In-range / negative Codfish (F3) IgE
Many labs report this test as negative vs. positive rather than “optimal.” A negative result generally supports that codfish is not a major IgE trigger for you right now. If symptoms persist, it can be more productive to look at other causes (other foods, additives, histamine intolerance patterns, reflux, infection) or to test other suspected allergens based on what you ate. If you are considering reintroduction after avoidance, your clinician may still recommend a cautious plan depending on your history.
High Codfish (F3) IgE
A high result indicates stronger sensitization to codfish and increases the likelihood that codfish exposure could cause an immediate allergic reaction. It does not prove you will react every time, and it cannot reliably predict severity on its own. If you have a history of systemic symptoms (breathing issues, fainting, widespread hives), treat this as a signal to review avoidance, cross-contact precautions, and an emergency plan with a clinician.
Factors that influence Codfish (F3) IgE
Your result can be influenced by your overall allergic tendency (atopy), which can raise multiple specific IgE tests at once. Cross-reactivity between fish species can contribute to positivity even if you have only eaten certain fish. Age, recent exposures, and changes in immune activity over time can shift levels, which is why trends can be informative. Medications like antihistamines do not typically suppress blood IgE results (they affect symptoms and skin testing more), but your clinical context still matters for interpretation.
What’s included
- CODFISH (F3) IGE
Frequently Asked Questions
What does a Codfish (F3) IgE test measure?
It measures allergen-specific IgE antibodies in your blood that bind to codfish proteins. It is used to assess sensitization that can be consistent with an IgE-mediated codfish allergy when your symptoms and timing fit.
Does a positive codfish IgE mean I am definitely allergic?
Not necessarily. A positive result means sensitization, but true allergy requires a consistent history of symptoms with exposure. Your clinician may combine this result with your history, other testing, and in some cases supervised oral challenge to confirm allergy.
Can I be allergic to one fish but not others?
Yes. Many people react to multiple fish because of shared proteins, but fish allergy can be species-specific. If codfish IgE is positive (or negative) and your history points to a different fish, targeted testing for the fish you ate can be more informative.
Do I need to fast for a codfish IgE blood test?
Fasting is usually not required for allergen-specific IgE testing. If you are combining this with other labs that do require fasting, follow the instructions for the full set of tests you ordered.
Will antihistamines affect my Codfish (F3) IgE result?
Antihistamines generally do not change blood IgE measurements, although they can affect skin-prick testing results and can mask symptoms. If you are being evaluated for allergy, tell your clinician what you are taking so they can interpret everything in context.

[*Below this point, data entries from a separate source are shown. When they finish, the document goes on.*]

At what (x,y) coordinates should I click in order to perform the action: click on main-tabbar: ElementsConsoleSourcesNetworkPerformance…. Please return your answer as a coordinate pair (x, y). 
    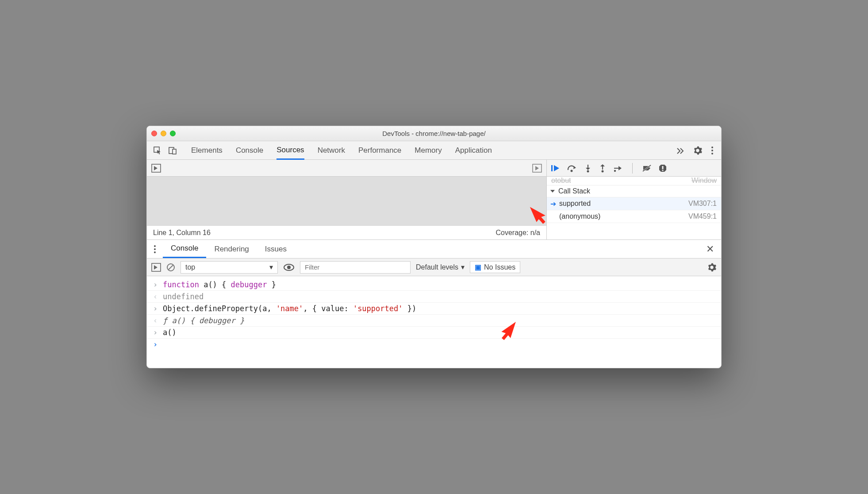
    Looking at the image, I should click on (434, 151).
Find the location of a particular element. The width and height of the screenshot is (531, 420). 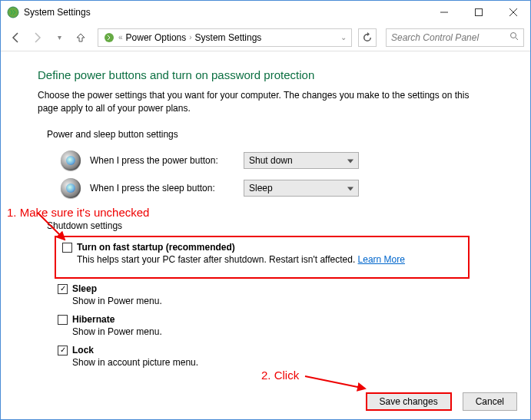

annotation-step2: 2. Click is located at coordinates (280, 375).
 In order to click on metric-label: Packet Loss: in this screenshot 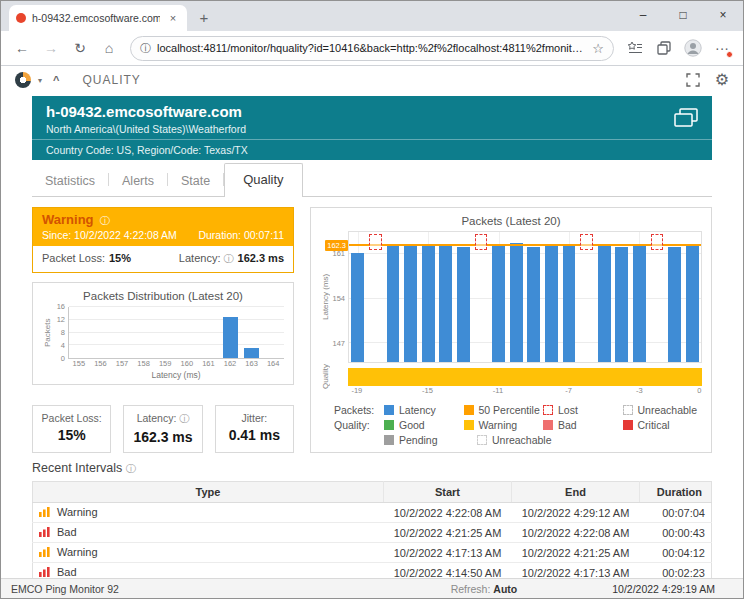, I will do `click(72, 418)`.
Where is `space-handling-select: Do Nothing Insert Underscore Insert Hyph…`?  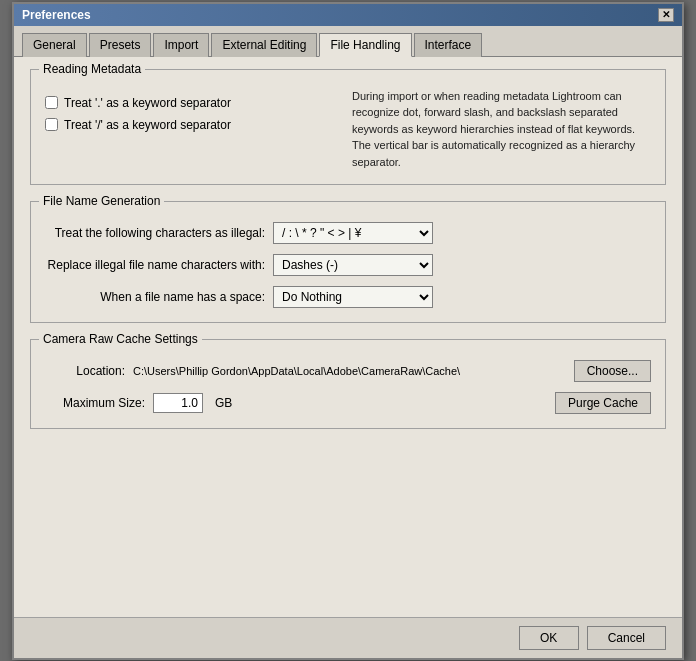
space-handling-select: Do Nothing Insert Underscore Insert Hyph… is located at coordinates (353, 297).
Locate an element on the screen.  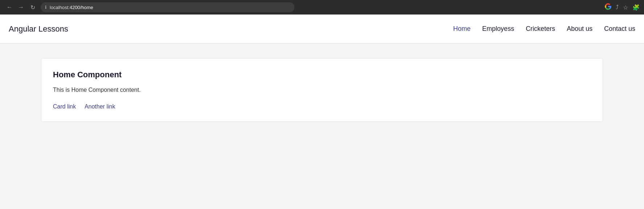
bookmark-icon: ☆ is located at coordinates (626, 7).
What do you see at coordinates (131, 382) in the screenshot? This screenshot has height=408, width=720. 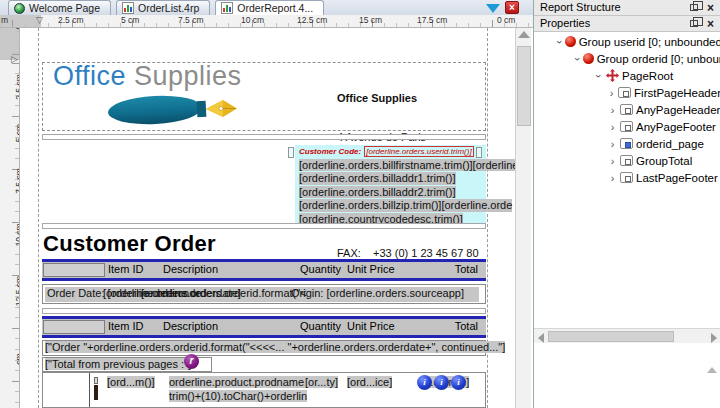 I see `item-id-field: [ord...m()]` at bounding box center [131, 382].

How often should I retest codfish IgE?
Retesting depends on your age, history of reactions, and whether you have avoided fish or had accidental exposures. Many clinicians consider retesting after a meaningful interval (often 6–12 months or longer) when results could change management, such as deciding whether supervised reintroduction is worth discussing.
What should I do if my codfish IgE is high but I have never noticed symptoms?
Do not start “trial exposures” on your own. A high result can reflect sensitization without obvious symptoms, but it can also indicate risk if you have not eaten codfish recently. Discuss your diet history and any subtle symptoms with a clinician to decide whether avoidance, additional testing, or supervised evaluation is appropriate.